Whenever ed reformers put a new idea on parade, it's expected that the unions will quickly conjure up storm clouds. So it came as no surprise that, a few days after the release of Fordham's weighted student funding (WSF) proposal, the union thunder rumbled.
Never mind that many respected R's and D's embrace the plan as a viable model for tackling one of the biggest problems facing our public school system: creating equal opportunities for all children to attain a high-quality education in schools that work for them. Never mind that even prominent conservatives like Bill Bennett and Rod Paige came out in favor of spending more on poor kids. Both the NEA and AFT dismissed the plan outright.
Providing more education dollars for poor children used to be an issue dear to the unions' hearts. Yet their criticism of WSF unwillingly revealed today's primary goal: More money, period. As NEA President Reg Weaver wrote in a letter to the New York Times, "The answer is not to carve up the pie so some schools get a bigger piece. We need to make the whole pie bigger."
The unions yearn to shift the debate from "equity" to "adequacy" and from "fairer funding" to "more funding." Indeed, some of their comments make it sound like the equity problem has already been solved. EdWize--the blog of the United Federation of Teachers (AFT's New York City affiliate)--argues that Title I's need-determined supplements and weighted state and district formulas are sufficient to address problems of inequitable funding. But the problem is the money hits a dam at the district level. From there, it flows into a complex maze of tributaries--staffing ratios, funds for buildings, or whatever formulas the districts use--and never trickles down to the students who really need it. Even Title I includes a loophole that drives funds away from poor schools by ignoring the vast differences in teacher seniority (and thus salaries) from campus to campus. In a typical city, poor students still attend schools that receive many thousands of dollars less than those across town.
WSF is also designed to empower school leaders--to give them the ability to make decisions without relying on central-office bureaucrats. In other words, it cuts through red tape and allows people closer to kids to make important decisions. Teachers should love this idea--and many of them do--but their unions seem to think otherwise.

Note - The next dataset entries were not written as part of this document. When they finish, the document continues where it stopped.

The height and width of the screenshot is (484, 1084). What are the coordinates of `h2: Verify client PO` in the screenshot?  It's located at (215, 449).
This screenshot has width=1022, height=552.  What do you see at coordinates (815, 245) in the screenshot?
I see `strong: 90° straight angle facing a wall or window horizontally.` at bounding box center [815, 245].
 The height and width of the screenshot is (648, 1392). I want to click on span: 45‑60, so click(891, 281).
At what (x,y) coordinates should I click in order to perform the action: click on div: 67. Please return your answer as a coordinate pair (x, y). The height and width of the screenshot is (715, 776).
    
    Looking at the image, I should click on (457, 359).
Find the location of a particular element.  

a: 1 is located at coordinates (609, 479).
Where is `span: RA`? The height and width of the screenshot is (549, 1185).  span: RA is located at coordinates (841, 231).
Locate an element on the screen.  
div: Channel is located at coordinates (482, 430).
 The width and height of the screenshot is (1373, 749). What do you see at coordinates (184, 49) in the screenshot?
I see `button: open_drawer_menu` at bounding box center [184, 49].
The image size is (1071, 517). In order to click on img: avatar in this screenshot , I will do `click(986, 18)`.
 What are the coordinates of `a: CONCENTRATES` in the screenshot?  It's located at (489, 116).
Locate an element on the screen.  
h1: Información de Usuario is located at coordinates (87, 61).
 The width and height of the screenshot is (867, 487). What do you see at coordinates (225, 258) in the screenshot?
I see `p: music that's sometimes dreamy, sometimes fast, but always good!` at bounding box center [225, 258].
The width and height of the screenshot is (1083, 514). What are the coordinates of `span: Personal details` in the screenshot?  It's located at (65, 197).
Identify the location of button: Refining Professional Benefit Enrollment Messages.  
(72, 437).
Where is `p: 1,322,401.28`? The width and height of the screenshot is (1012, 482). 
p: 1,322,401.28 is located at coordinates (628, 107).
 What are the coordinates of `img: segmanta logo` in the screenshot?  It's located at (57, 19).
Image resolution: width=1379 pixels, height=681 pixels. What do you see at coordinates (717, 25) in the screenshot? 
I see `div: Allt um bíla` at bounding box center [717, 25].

EdWize worries that WSF will "give principals an incentive to ‘buy' cheap teachers in order to divert more funds to [their] pet programs or people." On the contrary, principals would be motivated to spend money more wisely than districts do now. Why? Because principals are held accountable under state and federal law for their schools' progress. More likely than EdWize's alarmist prediction is that principals would pay more for highly qualified teachers. And that action--while not good for the few teachers who coast through the year without really teaching--would increase overall teacher pay in hard-to-staff schools.
WSF also makes education funding more transparent. The government has managed to track the secret financial transactions of suspected terrorists all over the world, but it can't tell you how much the public school down the street spends on its students. A simplified funding system would remedy this. Perhaps union leaders aren't eager for the education system's bloat to be more readily apparent--and for the world to clearly see how much they take off the top of their members' five-figure incomes to pay their own six-figure salaries.
But the union's biggest fear is that Weighted Student Funding would pave the way for a voucher system. EdWize asks, "So is this vouchers redux--via a Trojan horse?" By that logic, they should oppose homework because it could pave the way for home schooling.
We know where the unions stand. But we don't think students, parents, or most teachers stand with them. That's why innovative ideas such as WSF command bipartisan support. And that's why if unions don't change their defeatist tune, they're going to fade into obsolescence. Storm clouds, no matter how foreboding, always dissipate in the end.